At the other end is something like Arch which is more of a base than a distro. You choose your desktop environment, what services you want, all the back ends, and you have to configure it yourself.
I would recommend EndeavourOS as a great Arch based distro.
The big ones for general use are Ubuntu and Fedora. KDE is gonna feel most windows like on any distro.
If you want something security focused there’s quebesOS that breaks everything out into VMs. For gaming there’s bazzite which is just modified fedora and several other gaming spins like steamOS.
Bazzite isn’t just modified Fedora, it’s based on Fedora Atomics, like Silverblue and Kinoite. If OP isn’t even sure about which distro to use, tossing them into the world of
ostree
might be a little much, since a lot of the online advice doesn’t take immutable systems into account. The Discord community they have is helpful, though, and there’s more than a few users here on Lemmy who use it, who I’m sure would be willing to help.Nobara is just modified Fedora, however, and it’s also nice.

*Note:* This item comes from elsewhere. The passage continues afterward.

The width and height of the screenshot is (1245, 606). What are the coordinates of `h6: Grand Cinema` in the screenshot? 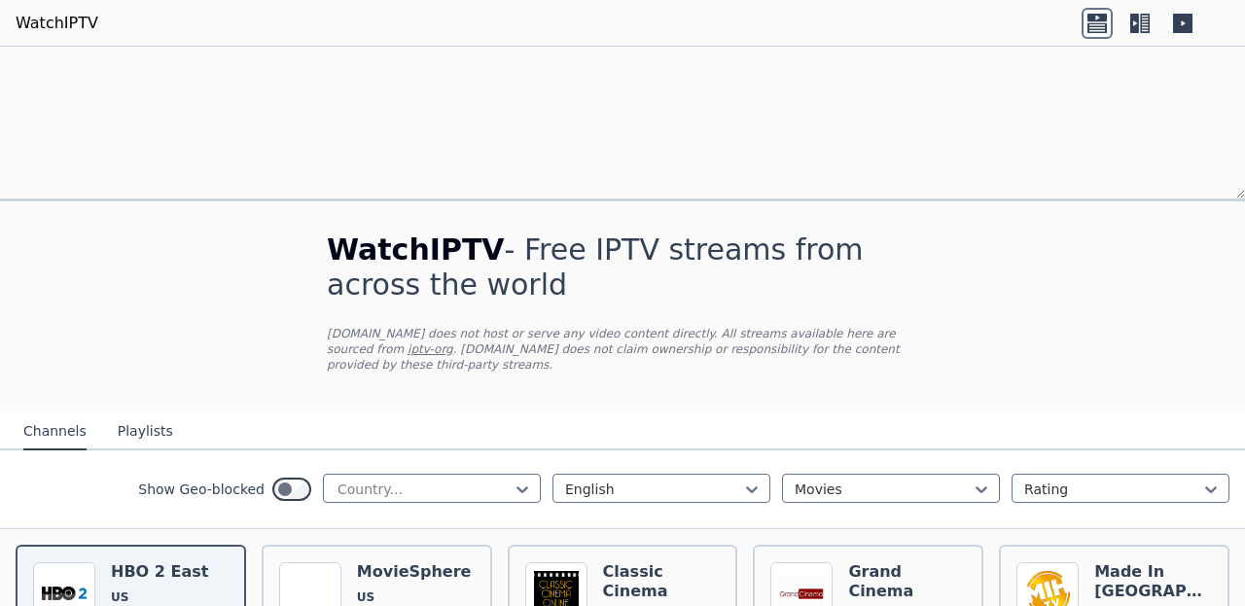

There’s a lot of good suggestions here and I wanted to add pop os! it’s a beginner friendly Linux distribution but with more of a focus on gaming.
Pop is great, but I wouldn’t currently recommend it, since they’re putting 99.9% of their effort into Cosmic. I have heard longtime users mention how certain packages and updates are behind, and while they’re willing to wait, I wouldn’t want to put that upon somebody new.
Not a bad recommendation in general, but just my two cents about the current state of things.
That’s a really good point and I had forgotten about the updates being behind. Thank you for bringing that up!
Just pick something. They are all free (nearly all of them), so you can always install something else pretty easily. Spend some time to get your feet wet and get the lay of the land. After a week or two, you’ll probably have a really good direction on what you actually want. You can also run them as live oses, so download a few with different Desktop Environments you think are interesting and test them out. Then install one.
Do you have HDR monitors? If you do and care about having the HDR part working, you’ll likely want to pick one that uses KDE Plasma for the desktop environment.
i cut my teeth on linux mint with cinnamon before moving to garuda dragonized. it was my daily driver for the last four years, then i switched to proxmox and just run everything on VMs 🤷
lots of resources and documentation available for mint, but it’s pretty turnkey. best advice i’d give to a newfriend is make sure you read any articles or documentation start to finish, instead of trying to follow along. also, employ good backups practice: learn what timeshift/snappy is, how it works, and how to use it.
taking a backup before making big changes has saved my ass more than once
Try it! You can always go back.
If you can find another HDD or SSD then you can keep your windows drive full of games intact.
I dual booted for years (for gaming) and as of now haven’t used a non-linux PC for more than a decade at home or professionally.
I recommend starting with either Fedora or Ubuntu as they’re among the most popular and have a large community for support.
Set yourself a goal on Linux, even if it’s just “check my email” or whatever. Rinse, repeat.
If you want to know my honest opinion then instead of focusing on the operating system you should focus on the hardware. An old inefficient low-clocked six core server CPU is no match for a RTX 3060.
If you feel like trying something new, why not try it? Worst case scenario you’re just changing to a different OS anyway. Best case scenario you find something new to learn and tinker with.
They don’t have to wholesale switch, dual-booting is an option.
True
Manjaro xfce. There is ollama if you want.